Tom Kalbfus said:Lets say a Vilani Starship was visiting the Earth on July 20, 1969, it detected the radio signals between Apollo 11, and Mission Control, and then, there was an on board fire as their jump fuel mixed with the air in the engine room and caught fire destroying the maneuver and Jump Drives, most of the crew survived, but they forgot to bring their life boat, They are about a 375,000 kilometers away from Earth, so they signal to Mission Control in Houston, "Help, we've had a catastrophic explosion in our engine compartment, please send help immediately!" Does NASA answer the call? Can they do anything about it in time to save the Vilani crew? I think the Vilani Merchants should have brought their lifeboat, because then they could have landed on Earth themselves!
Assuming Earth was part of the 3I I would suspect there would be a grav-capable craft lying around somewhere that could help them out. Planets are going to have higher tech devices than what they can produce locally. It's ludicrous to assume otherwise. The question becomes one more of 'how many would they have?' rather than 'TL7? They'd have to build a rocket to get to orbit!'.
We have that today. Banana republics have crap for infrastructure, but oddly in places they have the latest in tech. In some ways they get to benefit from tech (even expensive imported tech) improvements by jumping up tech levels. The US had a well-developed telecom infrastructure, Kenya did not. Kenya jumped straight to 3G mobile tech while we dicked around on ours because the phone companies had money sunk into older tech and didn't want to screw with their profit margins. Same goes for copper vs. fiber. Phone companies would still be on copper if they didn't have disruptive competitors going straight to fiber.
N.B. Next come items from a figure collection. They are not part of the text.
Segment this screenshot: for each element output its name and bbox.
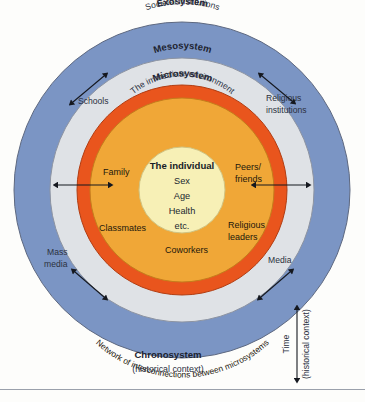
bottom-divider [0,389,365,390]
core-item-etc: etc. [175,221,190,231]
exosystem-item-schools: Schools [78,96,109,106]
microsystem-item-peers: Peers/ [235,162,262,172]
core-item-health: Health [169,206,196,216]
sublabel-exosystem: Societal institutions [144,0,221,12]
time-axis-label: Time [281,334,291,353]
time-axis-sublabel: (historical context) [301,309,311,379]
microsystem-item-peers-line2: friends [235,174,263,184]
ecological-systems-diagram: Macrosystem Cultural beliefs and values … [0,0,365,402]
microsystem-item-religious-leaders: Religious [228,220,266,230]
chronosystem-subtitle: (historical context) [132,364,203,374]
microsystem-item-family: Family [103,167,130,177]
microsystem-item-coworkers: Coworkers [165,245,209,255]
core-item-sex: Sex [174,176,190,186]
microsystem-item-religious-leaders-line2: leaders [228,232,258,242]
core-title: The individual [150,160,215,171]
diagram-canvas: Macrosystem Cultural beliefs and values … [0,0,365,402]
microsystem-item-classmates: Classmates [99,223,147,233]
exosystem-item-media: Media [268,255,292,265]
exosystem-item-mass-media: Mass [47,247,68,257]
exosystem-item-religious-institutions-line2: institutions [266,105,307,115]
exosystem-item-mass-media-line2: media [44,259,68,269]
chronosystem-title: Chronosystem [134,349,201,360]
core-item-age: Age [174,191,190,201]
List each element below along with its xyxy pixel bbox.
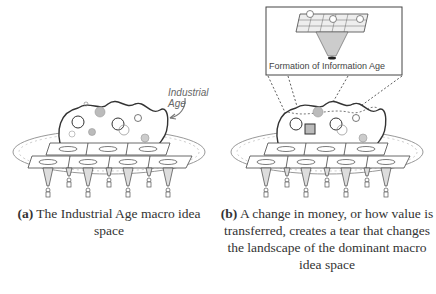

Things like grav tech are so clearly superior to say rocketry that importing a few surplus 50ton modular cutters would just make so much more sense than trying to support your space needs with locally sourced materials. Look at some of the countries that are flying the 787. Ethopia Airlines is operating 10 of those puppies right now. But they can't even build most of the parts for it. Everything is imported, and most of the 'C' and 'D' heavy maintenance work will be outsourced.
So those Vilani dudes would most likely be in luck. But if they were out by say Titan, well, they might just be screwed unless Free Trader Beowolf has been repaired and happens to be in port.